Chavez, speaking at the Assembly of Social Movements, a coalition of 300 groups and networks central to the WSF, said "it [the WSF] must not become an activity for revolutionary tourists. We must have diversity and autonomy, but also unity in a great anti-imperialist front." Opposing politicization, WSF activist Candido Gryzbowski warned "there should not and cannot exist an Inquisition or Politburo to dictate what is correct and what is erroneous."
We find this debate misplaced. Granted: "drawing up strategies … for an offensive" is a military project when a social one is needed. But Gryzbowski imagines the worst: that the "front" Chavez urges might tragically repeat authoritarian socialism. It might. But forewarned is forearmed. The WSF has already taken big joint actions. The global anti-Iraq war protest of February 15, 2003, the largest demonstration of any kind in history, was called and planned in social forums, and it effectively delegitimated the war. Some want to debate how social movements can keep their autonomy while pursuing political ends. But the issue seems settled. The so-called "new European left" is currently showing how, succeeding at political projects while rooted in social movements. The debate should not be over whether to take joint-and inevitably political-action, but over what kind of such action to take.
The best use of the WSF, it seems to us, is not as forum for social movements, or as a springboard for a "new international" that can take state power-though we do not oppose those uses-but as an ever-expanding workshop that is actually constructing "another world."
This applies especially to the coordinating of solidarity economies. The new solidarity economies have developed to the point where they are forming regional organizations for mutual aid and connecting with both South-South and North-South movements, some existing, some in formation.
For example, the Ibero-American Network for Integration of Cooperatives and Organizations of Social Production (Red Iberoamericana de Integracion de Cooperativas y Organizaciones de Produccion Social) had just formed in Caracas in late 2005. Parallel to but separate from national bodies for co-ops, fair trade, social currencies, credit unions and micro-credit, many Red members at the WSF had recently cooperativized investor-owned firms. The main committee had delegates from networks in Venezuela, Argentina, Brazil, Nicaragua, Colombia and Ecuador.

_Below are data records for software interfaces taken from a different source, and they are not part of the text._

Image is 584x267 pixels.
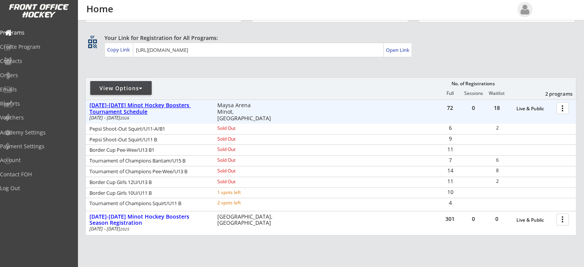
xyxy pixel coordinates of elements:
[88,34,97,39] div: qr
[439,179,462,184] div: 11
[90,84,152,92] div: View Options
[532,90,572,97] div: 2 programs
[485,91,508,96] div: Waitlist
[486,158,509,162] div: 6
[89,158,207,163] div: Tournament of Champions Bantam/U15 B
[89,147,207,152] div: Border Cup Pee-Wee/U13 B1
[486,126,509,130] div: 2
[89,201,207,206] div: Tournament of Champions Squirt/U11 B
[217,126,267,131] div: Sold Out
[89,116,207,120] div: [DATE] - [DATE]
[89,190,207,195] div: Border Cup Girls 10U/U11 B
[120,115,129,121] em: 2026
[439,125,462,131] div: 6
[439,216,462,222] div: 301
[439,91,462,96] div: Full
[386,45,410,55] a: Open Link
[485,105,508,111] div: 18
[516,217,553,223] div: Live & Public
[217,190,267,195] div: 1 spots left
[217,179,267,184] div: Sold Out
[89,137,207,142] div: Pepsi Shoot-Out Squirt/U11 B
[486,168,509,173] div: 8
[217,169,267,173] div: Sold Out
[87,38,98,50] button: qr_code
[89,180,207,185] div: Border Cup Girls 12U/U13 B
[449,81,497,86] div: No. of Registrations
[217,102,278,121] div: Maysa Arena Minot, [GEOGRAPHIC_DATA]
[107,46,131,53] div: Copy Link
[439,200,462,205] div: 4
[439,147,462,152] div: 11
[556,213,569,225] button: more_vert
[462,105,485,111] div: 0
[104,34,553,42] div: Your Link for Registration for All Programs:
[120,226,129,232] em: 2025
[462,216,485,222] div: 0
[89,213,209,227] div: [DATE]-[DATE] Minot Hockey Boosters Season Registration
[439,168,462,173] div: 14
[439,136,462,141] div: 9
[217,213,278,227] div: [GEOGRAPHIC_DATA], [GEOGRAPHIC_DATA]
[516,106,553,111] div: Live & Public
[217,200,267,205] div: 2 spots left
[217,158,267,162] div: Sold Out
[217,137,267,141] div: Sold Out
[556,102,569,114] button: more_vert
[485,216,508,222] div: 0
[439,105,462,111] div: 72
[386,47,410,53] div: Open Link
[462,91,485,96] div: Sessions
[439,189,462,195] div: 10
[89,227,207,231] div: [DATE] - [DATE]
[89,126,207,131] div: Pepsi Shoot-Out Squirt/U11-A/B1
[486,179,509,184] div: 2
[217,147,267,152] div: Sold Out
[89,169,207,174] div: Tournament of Champions Pee-Wee/U13 B
[439,157,462,163] div: 7
[89,102,209,115] div: [DATE]-[DATE] Minot Hockey Boosters Tournament Schedule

Delegates from national and regional solidarity economy organs-especially in Europe and Africa-meet at all WSFs to share problems of advocacy, markets and the like. Their International Network for the Promotion of the Social Solidarity Economy,
RIPESS; www.ripess.net
is one of the main global coordinators of solidarity economies. Another is the Workgroup on a Solidarity Socio-Economy (WSSE), a network mostly in the global South for mutual aid among grassroots actors and researchers who generate "strategies for socio-economic transformation." It is part of Alliance 21, a major global justice movement player.
These were just the meetings we attended. There were many others. The WSF has become, in short, a solidarity economy alternative to Davos and the capitalist economy. The WSF even stands a chance to become what George Monbiot calls "the world parliament in exile," a growing workshop of the world's peoples that will not need the investment bankers.